An Efficient Difference-of-Convex Solver for Privacy Funnel

TL;DR

This work tackles the Privacy Funnel problem by exploiting a difference-of-convex (DC) structure to derive efficient solvers. The authors propose a DC separation with closed-form updates, yielding a practical algorithm that converges to local stationary points for known distributions and extends to unknown distributions via a variational-DC hybrid that preserves PF’s Markov constraint during inference. Empirical results on MNIST and Fashion-MNIST show improved privacy-utility trade-offs, with reduced adversary leakage at comparable reconstruction quality and increased training efficiency compared to baselines. The approach provides a scalable framework for PF in both fully specified and data-driven settings, enabling robust private-data releases in practical deployments.

Abstract

We propose an efficient solver for the privacy funnel (PF) method, leveraging its difference-of-convex (DC) structure. The proposed DC separation results in a closed-form update equation, which allows straightforward application to both known and unknown distribution settings. For known distribution case, we prove the convergence (local stationary points) of the proposed non-greedy solver, and empirically show that it outperforms the state-of-the-art approaches in characterizing the privacy-utility trade-off. The insights of our DC approach apply to unknown distribution settings where labeled empirical samples are available instead. Leveraging the insights, our alternating minimization solver satisfies the fundamental Markov relation of PF in contrast to previous variational inference-based solvers. Empirically, we evaluate the proposed solver with MNIST and Fashion-MNIST datasets. Our results show that under a comparable reconstruction quality, an adversary suffers from higher prediction error from clustering our compressed codes than that with the compared methods. Most importantly, our solver is independent to private information in inference phase contrary to the baselines.
Paper Structure (17 sections, 2 theorems, 3 equations, 5 figures, 1 table)

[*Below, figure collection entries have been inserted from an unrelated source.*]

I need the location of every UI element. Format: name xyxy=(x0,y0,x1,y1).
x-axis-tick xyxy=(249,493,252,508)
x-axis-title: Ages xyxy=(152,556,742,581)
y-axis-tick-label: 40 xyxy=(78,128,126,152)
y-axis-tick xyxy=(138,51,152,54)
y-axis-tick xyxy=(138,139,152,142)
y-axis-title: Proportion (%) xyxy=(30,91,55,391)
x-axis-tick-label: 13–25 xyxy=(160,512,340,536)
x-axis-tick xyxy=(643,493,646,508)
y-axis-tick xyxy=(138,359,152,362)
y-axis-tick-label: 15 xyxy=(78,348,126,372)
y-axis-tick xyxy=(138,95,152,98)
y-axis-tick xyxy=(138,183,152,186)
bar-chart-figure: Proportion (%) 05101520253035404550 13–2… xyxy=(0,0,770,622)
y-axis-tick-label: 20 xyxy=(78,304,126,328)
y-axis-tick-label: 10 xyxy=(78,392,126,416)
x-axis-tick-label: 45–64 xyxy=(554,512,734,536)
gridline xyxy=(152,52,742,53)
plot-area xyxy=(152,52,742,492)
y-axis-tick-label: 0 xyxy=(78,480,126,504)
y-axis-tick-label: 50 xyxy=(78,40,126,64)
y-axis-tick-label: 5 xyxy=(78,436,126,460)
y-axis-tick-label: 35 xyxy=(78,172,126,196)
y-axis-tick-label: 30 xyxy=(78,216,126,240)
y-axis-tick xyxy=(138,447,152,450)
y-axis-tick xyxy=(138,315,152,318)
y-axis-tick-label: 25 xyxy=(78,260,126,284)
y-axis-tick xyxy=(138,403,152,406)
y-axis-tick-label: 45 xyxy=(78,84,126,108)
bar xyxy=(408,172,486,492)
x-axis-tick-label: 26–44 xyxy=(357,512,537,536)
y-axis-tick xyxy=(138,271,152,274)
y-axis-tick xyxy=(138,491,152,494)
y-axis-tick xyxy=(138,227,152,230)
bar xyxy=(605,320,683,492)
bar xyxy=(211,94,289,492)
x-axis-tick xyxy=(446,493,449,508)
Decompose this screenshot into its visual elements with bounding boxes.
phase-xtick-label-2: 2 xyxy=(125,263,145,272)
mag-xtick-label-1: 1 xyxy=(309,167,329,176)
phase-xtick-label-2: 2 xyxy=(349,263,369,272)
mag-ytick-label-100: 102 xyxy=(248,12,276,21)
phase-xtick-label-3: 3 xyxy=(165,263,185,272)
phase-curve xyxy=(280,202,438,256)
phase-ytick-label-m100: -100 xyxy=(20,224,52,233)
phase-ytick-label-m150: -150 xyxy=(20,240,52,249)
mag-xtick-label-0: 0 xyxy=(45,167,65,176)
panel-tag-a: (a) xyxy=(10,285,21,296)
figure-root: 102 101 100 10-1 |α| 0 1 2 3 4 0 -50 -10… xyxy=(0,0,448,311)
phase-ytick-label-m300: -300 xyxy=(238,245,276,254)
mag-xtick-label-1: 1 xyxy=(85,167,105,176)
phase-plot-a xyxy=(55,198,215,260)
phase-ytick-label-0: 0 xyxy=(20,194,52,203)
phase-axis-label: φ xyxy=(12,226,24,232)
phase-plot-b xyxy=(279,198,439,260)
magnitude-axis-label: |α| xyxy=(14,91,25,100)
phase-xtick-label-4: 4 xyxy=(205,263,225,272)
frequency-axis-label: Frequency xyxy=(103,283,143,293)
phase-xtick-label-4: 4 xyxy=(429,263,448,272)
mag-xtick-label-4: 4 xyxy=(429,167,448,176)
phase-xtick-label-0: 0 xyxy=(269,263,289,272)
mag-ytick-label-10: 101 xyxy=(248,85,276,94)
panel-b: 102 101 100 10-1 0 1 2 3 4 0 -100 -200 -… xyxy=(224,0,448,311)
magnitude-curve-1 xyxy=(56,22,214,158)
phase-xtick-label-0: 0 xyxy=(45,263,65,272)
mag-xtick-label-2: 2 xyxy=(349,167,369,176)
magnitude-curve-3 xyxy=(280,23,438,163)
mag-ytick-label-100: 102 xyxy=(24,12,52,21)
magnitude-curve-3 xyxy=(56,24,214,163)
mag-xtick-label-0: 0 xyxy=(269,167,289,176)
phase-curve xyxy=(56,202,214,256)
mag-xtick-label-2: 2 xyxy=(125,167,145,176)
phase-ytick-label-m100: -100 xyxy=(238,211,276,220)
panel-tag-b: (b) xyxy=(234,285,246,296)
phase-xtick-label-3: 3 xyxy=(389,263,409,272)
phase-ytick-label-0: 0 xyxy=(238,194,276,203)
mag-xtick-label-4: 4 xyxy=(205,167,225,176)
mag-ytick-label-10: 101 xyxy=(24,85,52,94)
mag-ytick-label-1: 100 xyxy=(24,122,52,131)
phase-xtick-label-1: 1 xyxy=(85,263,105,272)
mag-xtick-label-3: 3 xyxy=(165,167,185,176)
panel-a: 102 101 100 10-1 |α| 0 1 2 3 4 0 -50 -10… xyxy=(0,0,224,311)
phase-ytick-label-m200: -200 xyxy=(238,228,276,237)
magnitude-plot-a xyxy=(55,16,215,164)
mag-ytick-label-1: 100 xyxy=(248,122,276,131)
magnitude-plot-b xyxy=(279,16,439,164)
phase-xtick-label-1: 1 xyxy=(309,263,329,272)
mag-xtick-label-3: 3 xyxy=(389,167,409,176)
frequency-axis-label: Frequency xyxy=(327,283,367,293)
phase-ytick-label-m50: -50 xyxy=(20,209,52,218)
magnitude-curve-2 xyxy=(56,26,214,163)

This paper contains 17 sections, 2 theorems, 3 equations, 5 figures, 1 table.

Key Result

Theorem 1

For both implementations eq:lasso_pf ($q=2$) and eq:lse_q1, the sequence $\{\boldsymbol{A}_x\boldsymbol{p}_{z|x}^k\}_{k\in\mathbb{N}}$, obtained from eq:DCA_for_pf, converges to a stationary point $\boldsymbol{A}_x\boldsymbol{p}_{z|x}^*$ such that $\nabla f(\boldsymbol{p}^*_{z|x})=\nabla g(\boldsymb

Figures (5)

  • Figure 1: Comparing the characterization of the privacy-utility trade-off between the proposed DCA solvers and the state-of-the-art method submodpf2019. The joint distribution $P(X,Y)$ is known and is given by \ref{['eq:syn_discrete']}.
  • Figure 2: Privacy-utility trade-off in unknown joint distribution settings. The proposed DCA solver is compared to the CPF rodriguez2021variational and DVPF razeghi2024deep baselines.
  • Figure 3: Privacy-utility trade-off of the MNIST dataset in different code length. Here, $\boldsymbol{x}\in\mathbb{R}^{784}$ whereas $\boldsymbol{z}\in\mathbb{R}^d$.
  • Figure 4: Testing data versus reconstruction from the DCA solver. PSNR=$24$ dB, Adversary success rate=$0.57$
  • Figure 5: Visualization of the codes from DCA solver. PSNR=$24$dB, Adversary success rate=$0.57$ and code length $d_z=256$. Centers of each class are labeled.